Jonatha Brooke

Jonatha Brooke

Folk-pop singer-songwriter Jonatha Brooke, who was born in Chicago in 1964 but moved to the Boston suburbs with her family before she was a year old, clearly remembers the wide range of music her older brothers were putting on the turntable long before she got a guitar. She says she heard everything from Joni Mitchell to The Who, but the first song she taught herself when her father gave her a guitar for Christmas when she was 12 was America’s “A Horse with No Name.”

The Story, Grace in Gravity, The Angel in the House

By the time she was in seventh grade, she was playing in a band called Science Function. During her freshman year at Amherst College in 1981, two important things happened: first, she discovered The Roches and began experimenting with open tuning to get some of their sounds; second, she met singer-guitarist Jennifer Kimball at an audition for the college a cappella group, The Sabrinas, which resulted in the pair forming the harmony-drenched folk duo Jonatha & Jennifer, which morphed into The Story.

Brooke’s first stab at songwriting was during her sophomore year at Amherst, when an assignment to put original music to any e.e. cummings poem became The Story’s song “Love Is More Thicker Than Forget.” The duo moved to Boston after college, recorded a demo called Over Oceans that landed them a deal with Green Linnet Records and recorded their first album, 1991’s Grace in Gravity. After signing with Elektra, they cut 1993’s The Angel in the House.

Going solo, Becoming a multi-instrumentalist, Film/television

Kimball left the duo to work at a publishing firm while their third LP, Plumb, was taking shape, and it became a Brooke solo project. Several more solo albums followed, with many tunes featuring folkie ideas accompanied by jazzy chords. Brooke, who was working at a dance company but left to concentrate on guitar, singing and writing, turned herself into a multi-instrumentalist by learning piano, mandolin and kalimba.

Along with her original material, Brooke has recorded covers of James Taylors “Fire and Rain” and The Beatles’ “Across the Universe,” among others, and, with the blessing of his daughter Nora, put original music to some of Woody Guthrie’s unpublished lyrics for her 2008 album The Works. She’s co-written songs with Katy Perry and The Courtyard Hounds, written for four Disney films – including Return To Neverland, where she wrote and sang “I’ll Try” and sang the opening song, “Second Star To The Right” – and has written material for a variety of television shows (including the theme song for the series Dollhouse).

Musicals, Recent albums, Kitchen Covid Concert Series

After taking time off from her career to care for her ailing mother, Brooke returned to the scene in 2014 with a highly celebrated, off-Broadway production of her one-woman musical, “My Mother Has 4 Noses.” The story-filled show chronicles her relationship with her mom while she was battling Alzheimer’s disease. Its 12-week run at the Duke Theater on 42nd Street in New York City opened the door to a new creative outlet in the theater world and since its opening, Brooke has been tapped to co-write more musicals: “Death and Venice” and “Hopper” with Anton Dudley; “Quadroon” with the late Joe Sample; “Switched” with Geoffrey Nauffts; and “Tempus” with Jaclyn Backhaus.

After 16 years in New York City, in the fall of 2016, Jonatha relocated to Minneapolis, recorded and released her EP Imposter, received a prestigious McKnight Artist Grant, and an International Independent Songwriting award for material from her 2016 album Midnight. Hallelujah. When Covid struck in 2020, she began livestreaming concerts on Facebook and YouTube from her kitchen – the Kitchen Covid Concert Series, as she called it – every Monday afternoon. The silver lining to the pandemic’s losses, she said, is that every week is its own world tour because people tune in from every corner of the planet. An independent artist since 1999, Brooke released her 11th album, The Sweetwater Sessions, in July 2020 on her label, Bad Dog Records.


### The task
Practice item. Set the material below down again exactly, with no pictures.

### Material to process
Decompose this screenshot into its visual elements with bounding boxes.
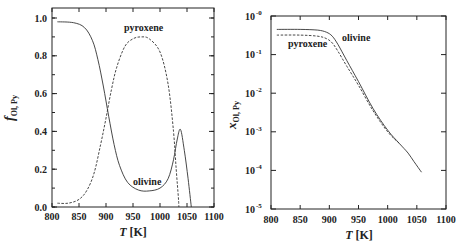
x-tick-label: 800 (264, 214, 279, 225)
x-tick-label: 1100 (436, 214, 455, 225)
x-tick-label: 1100 (204, 211, 223, 222)
right-olivine-label: olivine (342, 32, 371, 43)
olivine-line (57, 22, 191, 207)
right-series (277, 29, 422, 172)
x-tick-label: 950 (126, 211, 141, 222)
right-chart: 80085090095010001050110010-010-110-210-3… (224, 9, 456, 242)
left-y-axis-label: fOl, Py (2, 95, 19, 121)
right-x-axis-label: T [K] (345, 228, 373, 242)
y-tick-label: 10 (245, 88, 255, 99)
left-olivine-label: olivine (133, 176, 162, 187)
y-tick-label: 10 (245, 165, 255, 176)
y-tick-label: 0.0 (35, 202, 48, 213)
figure: 8008509009501000105011000.00.20.40.60.81… (0, 0, 464, 248)
y-tick-label: 1.0 (35, 13, 48, 24)
y-tick-label: 0.6 (35, 88, 48, 99)
y-tick-exponent: -1 (256, 48, 262, 56)
x-tick-label: 950 (351, 214, 366, 225)
pyroxene-line (277, 35, 400, 143)
y-tick-exponent: -3 (256, 125, 262, 133)
y-tick-exponent: -0 (256, 9, 262, 17)
right-y-axis-label: xOl, Py (224, 101, 241, 130)
x-tick-label: 1050 (407, 214, 427, 225)
x-tick-label: 850 (72, 211, 87, 222)
left-x-axis-label: T [K] (119, 225, 147, 239)
y-tick-label: 10 (245, 49, 255, 60)
y-tick-label: 0.8 (35, 50, 48, 61)
x-tick-label: 850 (293, 214, 308, 225)
x-tick-label: 900 (322, 214, 337, 225)
y-tick-label: 10 (245, 204, 255, 215)
x-tick-label: 800 (45, 211, 60, 222)
left-chart: 8008509009501000105011000.00.20.40.60.81… (2, 8, 224, 239)
y-tick-label: 10 (245, 11, 255, 22)
y-tick-label: 0.2 (35, 164, 48, 175)
y-tick-label: 10 (245, 126, 255, 137)
x-tick-label: 900 (99, 211, 114, 222)
x-tick-label: 1000 (378, 214, 398, 225)
y-tick-exponent: -2 (256, 86, 262, 94)
left-series (57, 22, 191, 207)
y-tick-exponent: -4 (256, 163, 262, 171)
x-tick-label: 1000 (150, 211, 170, 222)
left-pyroxene-label: pyroxene (124, 22, 164, 33)
x-tick-label: 1050 (177, 211, 197, 222)
y-tick-label: 0.4 (35, 126, 48, 137)
y-tick-exponent: -5 (256, 202, 262, 210)
left-axis-ticks: 8008509009501000105011000.00.20.40.60.81… (35, 8, 224, 222)
right-pyroxene-label: pyroxene (288, 38, 328, 49)
olivine-line (277, 29, 422, 172)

### Result of the task
Decompose this screenshot into its visual elements with bounding boxes.
x-tick-label: 800 (264, 214, 279, 225)
x-tick-label: 1100 (436, 214, 455, 225)
x-tick-label: 1100 (204, 211, 223, 222)
right-olivine-label: olivine (342, 32, 371, 43)
olivine-line (57, 22, 191, 207)
right-series (277, 29, 422, 172)
x-tick-label: 950 (126, 211, 141, 222)
right-chart: 80085090095010001050110010-010-110-210-3… (224, 9, 456, 242)
left-y-axis-label: fOl, Py (2, 95, 19, 121)
right-x-axis-label: T [K] (345, 228, 373, 242)
y-tick-label: 10 (245, 88, 255, 99)
left-olivine-label: olivine (133, 176, 162, 187)
y-tick-label: 10 (245, 165, 255, 176)
y-tick-label: 0.0 (35, 202, 48, 213)
figure: 8008509009501000105011000.00.20.40.60.81… (0, 0, 464, 248)
y-tick-label: 1.0 (35, 13, 48, 24)
y-tick-label: 0.6 (35, 88, 48, 99)
y-tick-exponent: -1 (256, 48, 262, 56)
x-tick-label: 950 (351, 214, 366, 225)
pyroxene-line (277, 35, 400, 143)
y-tick-exponent: -3 (256, 125, 262, 133)
y-tick-exponent: -0 (256, 9, 262, 17)
right-y-axis-label: xOl, Py (224, 101, 241, 130)
x-tick-label: 1050 (407, 214, 427, 225)
x-tick-label: 850 (72, 211, 87, 222)
left-x-axis-label: T [K] (119, 225, 147, 239)
y-tick-label: 10 (245, 49, 255, 60)
y-tick-label: 0.8 (35, 50, 48, 61)
x-tick-label: 850 (293, 214, 308, 225)
x-tick-label: 900 (322, 214, 337, 225)
y-tick-label: 10 (245, 204, 255, 215)
x-tick-label: 800 (45, 211, 60, 222)
left-chart: 8008509009501000105011000.00.20.40.60.81… (2, 8, 224, 239)
y-tick-label: 10 (245, 11, 255, 22)
y-tick-label: 0.2 (35, 164, 48, 175)
y-tick-label: 10 (245, 126, 255, 137)
x-tick-label: 900 (99, 211, 114, 222)
x-tick-label: 1000 (378, 214, 398, 225)
y-tick-exponent: -2 (256, 86, 262, 94)
left-series (57, 22, 191, 207)
y-tick-exponent: -4 (256, 163, 262, 171)
x-tick-label: 1000 (150, 211, 170, 222)
left-pyroxene-label: pyroxene (124, 22, 164, 33)
x-tick-label: 1050 (177, 211, 197, 222)
y-tick-label: 0.4 (35, 126, 48, 137)
y-tick-exponent: -5 (256, 202, 262, 210)
left-axis-ticks: 8008509009501000105011000.00.20.40.60.81… (35, 8, 224, 222)
right-pyroxene-label: pyroxene (288, 38, 328, 49)
olivine-line (277, 29, 422, 172)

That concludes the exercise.